After visiting bean-to-bar maker Madre Chocolate, our next stop on our Hawaiian chocolate tour was just around the corner at Manoa Chocolate.

Manoa (meaning thick or solid in the Hawaiian language) is another bean-to-bar chocolate maker, set up in 2010 by Dylan Butterbaugh and fiancé Tamara Armstrong. Butterbaugh is a Kailua local, but didn’t discover cacao until traveling in Indonesia that he discovered cacao – a tree that happens to grow quite well in Hawaii!

View of the shop

With Dylan away finding beans in Costa Rica, it was Tamara who met us at the Manoa factory shop, a converted real estate office. It’s a little larger than Madre’s shop, but still very small for a factory. But with a little more space to play with, Manoa have managed to be quite creative with their layout.

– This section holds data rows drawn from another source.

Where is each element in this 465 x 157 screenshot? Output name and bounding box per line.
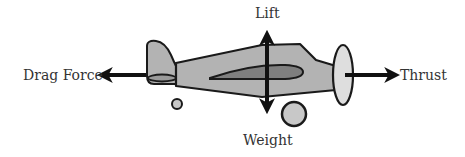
drag-force-label: Drag Force: [23, 68, 103, 82]
main-wheel: [282, 102, 306, 126]
tail-wheel: [172, 99, 182, 109]
horizontal-stabilizer: [148, 75, 176, 82]
thrust-label: Thrust: [400, 68, 447, 82]
lift-label: Lift: [255, 6, 280, 20]
weight-label: Weight: [243, 133, 293, 147]
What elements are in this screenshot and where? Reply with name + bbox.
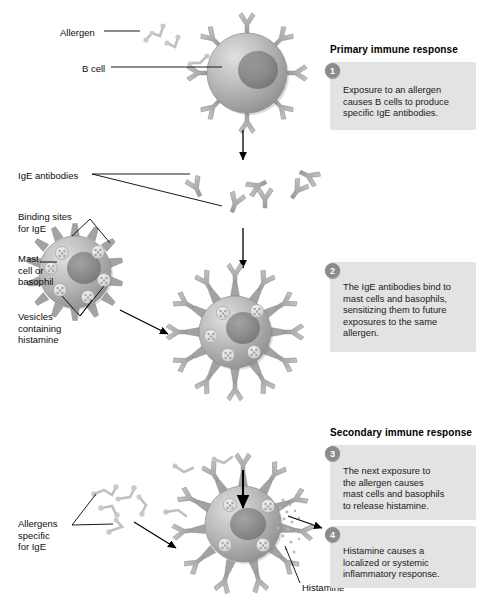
step-2-badge: 2	[325, 263, 340, 278]
heading-primary-immune-response: Primary immune response	[330, 44, 458, 55]
label-allergen: Allergen	[60, 27, 95, 39]
step-2-text: The IgE antibodies bind to mast cells an…	[343, 282, 475, 340]
heading-secondary-immune-response: Secondary immune response	[330, 427, 472, 438]
label-b-cell: B cell	[82, 63, 105, 75]
step-1-text: Exposure to an allergen causes B cells t…	[343, 85, 473, 120]
leader-lines-ige	[92, 174, 222, 206]
allergen-knobs-bottom	[91, 457, 216, 535]
allergen-particles-top	[146, 27, 206, 63]
step-3-text: The next exposure to the allergen causes…	[343, 466, 475, 512]
degranulating-cell-nucleus	[230, 508, 266, 540]
label-binding-sites: Binding sites for IgE	[18, 211, 72, 234]
label-allergens-specific: Allergens specific for IgE	[18, 518, 58, 553]
allergen-binding-arrow	[134, 522, 176, 548]
figure-canvas: Allergen B cell IgE antibodies Binding s…	[0, 0, 485, 598]
label-vesicles: Vesicles containing histamine	[18, 311, 61, 346]
step-1-badge: 1	[325, 63, 340, 78]
label-mast-cell: Mast cell or basophil	[18, 253, 53, 288]
step-4-badge: 4	[325, 527, 340, 542]
b-cell-group	[187, 13, 308, 134]
flow-arrow-3	[120, 310, 168, 334]
sensitized-mast-cell-group	[166, 263, 304, 401]
step-3-badge: 3	[325, 446, 340, 461]
free-ige-antibodies	[184, 165, 322, 215]
step-4-text: Histamine causes a localized or systemic…	[343, 546, 475, 581]
label-ige-antibodies: IgE antibodies	[18, 170, 78, 182]
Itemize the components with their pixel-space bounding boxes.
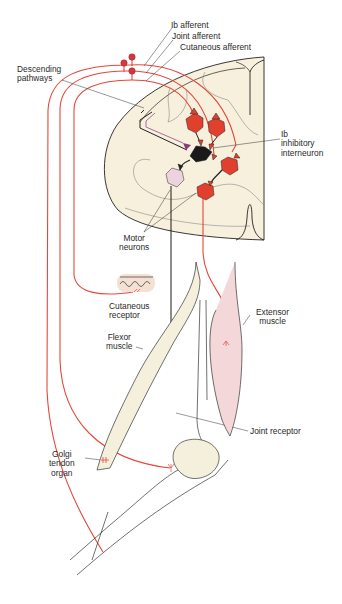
label-ib-afferent: Ib afferent bbox=[171, 21, 209, 30]
label-cutaneous-afferent: Cutaneous afferent bbox=[180, 43, 251, 52]
cutaneous-receptor bbox=[117, 274, 155, 292]
label-motor-neurons: Motor neurons bbox=[119, 234, 149, 253]
label-descending-pathways: Descending pathways bbox=[17, 65, 61, 84]
limb bbox=[70, 262, 242, 575]
label-ib-inhibitory-interneuron: Ib inhibitory interneuron bbox=[281, 130, 323, 158]
label-joint-afferent: Joint afferent bbox=[172, 32, 220, 41]
neural-circuit-diagram bbox=[0, 0, 342, 604]
label-extensor-muscle: Extensor muscle bbox=[256, 308, 289, 327]
label-cutaneous-receptor: Cutaneous receptor bbox=[109, 302, 150, 321]
label-flexor-muscle: Flexor muscle bbox=[106, 333, 133, 352]
dorsal-root-ganglia bbox=[121, 54, 135, 80]
label-golgi-tendon-organ: Golgi tendon organ bbox=[49, 450, 75, 478]
label-joint-receptor: Joint receptor bbox=[250, 427, 301, 436]
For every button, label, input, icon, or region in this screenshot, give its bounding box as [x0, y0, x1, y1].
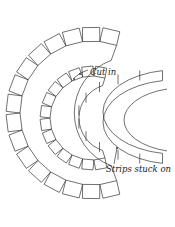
strip-outer-bottom: [103, 81, 162, 164]
band-tab: [82, 159, 94, 170]
band-tab: [62, 180, 82, 198]
cut-in-dot: [73, 78, 75, 80]
strip-inner-edge: [124, 89, 167, 151]
band-inner-edge: [79, 86, 102, 151]
band-end-cap: [111, 45, 116, 60]
band-tab: [94, 158, 107, 170]
inner-tabbed-band: [40, 66, 107, 170]
strips-dot: [116, 147, 118, 149]
strips-stuck-on-label: Strips stuck on: [106, 164, 171, 174]
cut-in-dot: [79, 73, 81, 75]
band-tab: [82, 184, 99, 198]
band-tab: [29, 160, 51, 182]
band-tab: [44, 34, 66, 54]
band-end-cap: [103, 78, 105, 86]
strips-leader: [114, 148, 117, 164]
band-tab: [6, 94, 22, 113]
band-tab: [40, 118, 51, 131]
cut-in-label: Cut in: [90, 67, 116, 77]
band-tab: [100, 181, 120, 199]
band-tab: [29, 44, 51, 66]
band-tab: [6, 113, 22, 132]
diagram: Cut in Strips stuck on: [0, 0, 175, 227]
band-tab: [44, 172, 66, 192]
band-end-cap: [103, 150, 105, 158]
curved-strip-3d: [79, 70, 167, 163]
band-tab: [100, 28, 120, 46]
band-tab: [62, 28, 82, 46]
strip-outer-top: [103, 71, 162, 154]
band-tab: [82, 27, 99, 41]
band-tab: [40, 105, 51, 118]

Around half of the building is dedicated to production, and the other half is a spacious shop and tasting area. Large windows separate the two halves of the factory, meaning visitors to the shop can have a clear view of the entire chocolate making process. This also enables Manoa to run regular events and guided tours of the space.

Cocoa Town Melanger

In 2012, Manoa launched a successful Kickstarter campaign, raising over $18,000 for new equipment. The video they produced to go with the campaign is a great little introduction into Manoa, and also shows the construction of the current factory & shop.

The factory is now full of beautiful chocolate making equipment, but there is at least one link to the past. The old “Winnowing Device” has been modified and improved over the years, but like many small chocolate makers, it’s still a homemade contraption held together with duct tape and glue with a shop vac attached to one side.

The Winnowing Device

This is the machine that removes the papery shells from the cocoa beans after breaking them, and it’s often one of the biggest challenges a small chocolate maker faces. While a conventional oven or coffee roaster can be used for roasting beans, and companies like Cocoa Town produce a range of grinders for small chocolate makers, nobody really sells an affordable winnowing machine.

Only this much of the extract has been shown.